The core issue lies in how HAProxy processes these directives:

# This only sets X-Forwarded-For
option forwardfor
option http-server-close

# This only sets X-Client-IP
option forwardfor header X-Client-IP
option http-server-close

HAProxy doesn't natively support setting both headers through simple configuration options.

To achieve dual-header functionality, we need to manually set the headers using http-request directives:

frontend http-in
    bind *:80
    option http-server-close
    option forwardfor
    
    # Manually set X-Client-IP
    http-request set-header X-Client-IP %[src]
    
    # Ensure X-Forwarded-For is properly set
    http-request set-header X-Forwarded-For %[src] if { hdr(X-Forwarded-For) -m found }
    default_backend servers

This configuration:

  1. Uses the standard forwardfor option as baseline
  2. Manually sets X-Client-IP using the source IP
  3. Ensures X-Forwarded-For maintains proper chaining when multiple proxies are involved

For more complex environments with multiple proxy layers:

http-request set-header X-Client-IP %[src]
http-request set-header X-Forwarded-For %[src],\ %[hdr(X-Forwarded-For)] if { hdr(X-Forwarded-For) -m found }
http-request set-header X-Forwarded-For %[src] if !{ hdr(X-Forwarded-For) -m found }

This properly appends IPs to X-Forwarded-For while maintaining X-Client-IP as the original client address.

After implementing, verify with:

curl -v http://yourhaproxy:port

Or check your IIS logs to confirm both headers contain the correct client IP address.


When working with HAProxy as a reverse proxy, properly passing client IP addresses becomes crucial for logging, security, and application logic.

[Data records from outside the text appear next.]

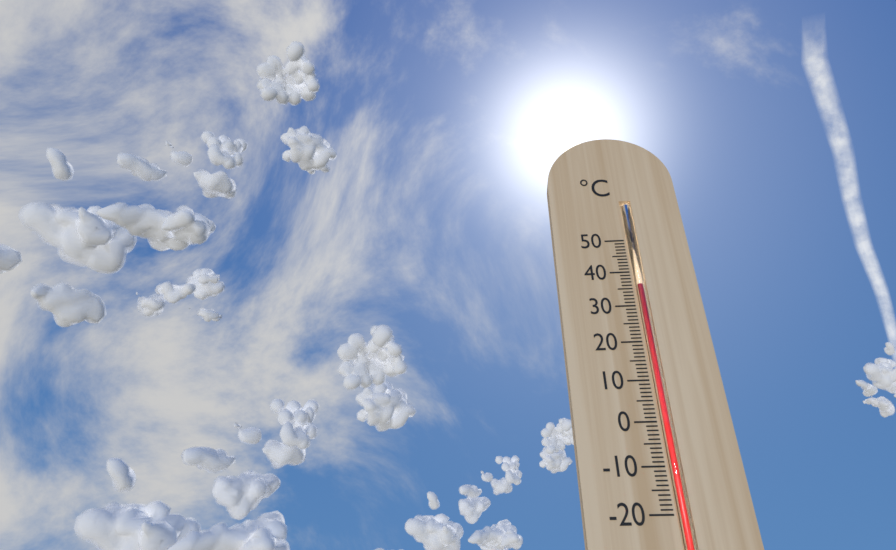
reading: 36 °C
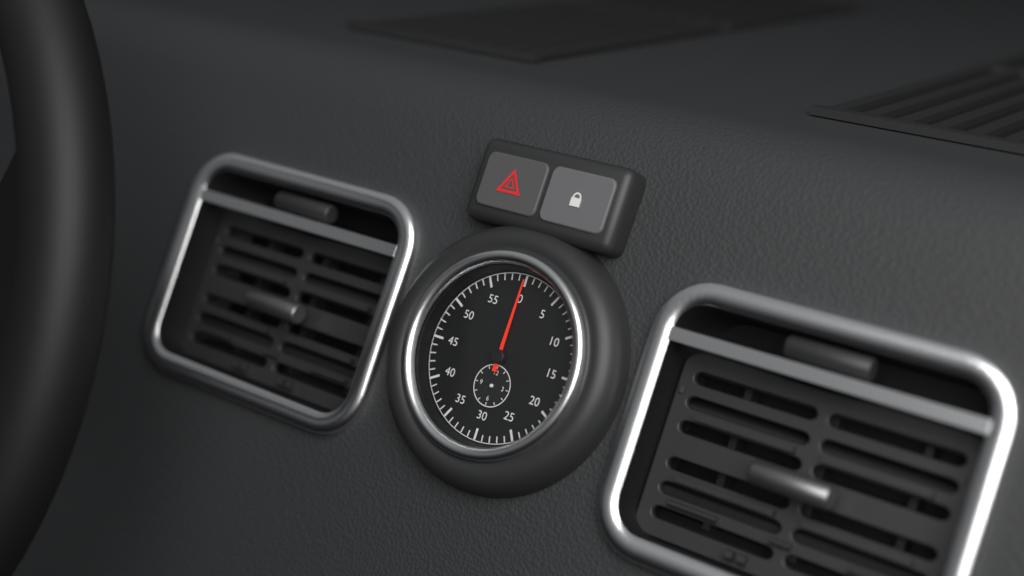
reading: 0 (no unit)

The standard approach using option forwardfor only handles X-Forwarded-For, while many enterprise applications expect both X-Client-IP and X-Forwarded-For headers.

The issue you're encountering stems from how HAProxy processes headers:

option forwardfor                  # Only sets X-Forwarded-For
option forwardfor header X-Client-IP # Only sets X-Client-IP

Neither approach simultaneously populates both headers with the client IP.

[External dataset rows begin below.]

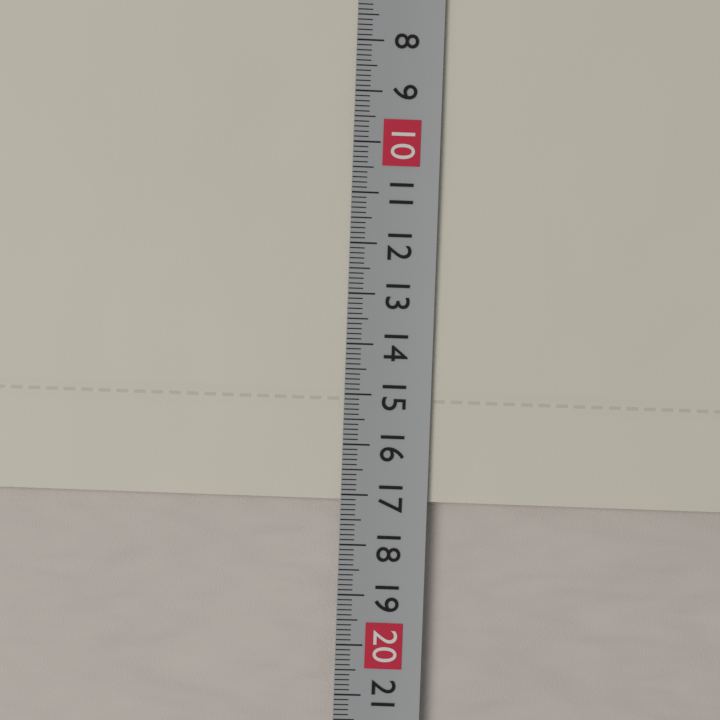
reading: 17.1 cm
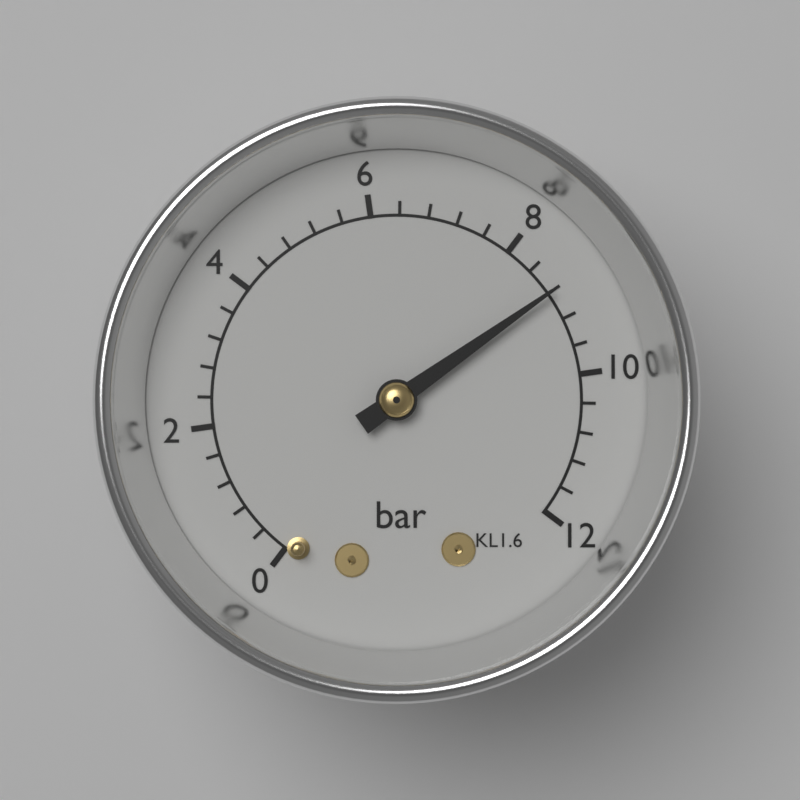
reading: 8.8 bar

Here's the working configuration that maintains both headers:

frontend http-in
    bind *:80
    option forwardfor
    http-request set-header X-Client-IP %[src]
    http-request add-header X-Forwarded-For %[src] if { hdr_cnt(X-Forwarded-For) eq 0 }
    default_backend servers

This solution combines three key directives:

  1. option forwardfor: Maintains standard X-Forwarded-For behavior
  2. http-request set-header: Forces X-Client-IP to contain the true client IP
  3. http-request add-header: Ensures X-Forwarded-For exists when empty

For environments with multiple proxies, this enhanced version preserves the chain:

frontend http-in
    bind *:80
    option forwardfor
    http-request set-header X-Client-IP %[src]
    http-request add-header X-Forwarded-For %[src] if !{ hdr(X-Forwarded-For) }
    http-request set-header X-Forwarded-For %[src],\ %[hdr(X-Forwarded-For)] if { hdr(X-Forwarded-For) }
    default_backend servers

After applying the configuration, verify with:

curl -v http://yourhaproxy:port

Sample output should show:

> GET / HTTP/1.1
> Host: yourhaproxy:port
> 
< HTTP/1.1 200 OK
< X-Client-IP: 192.168.1.100
< X-Forwarded-For: 192.168.1.100

The additional header processing adds minimal overhead (typically <1% CPU impact) while providing valuable client information to backend servers.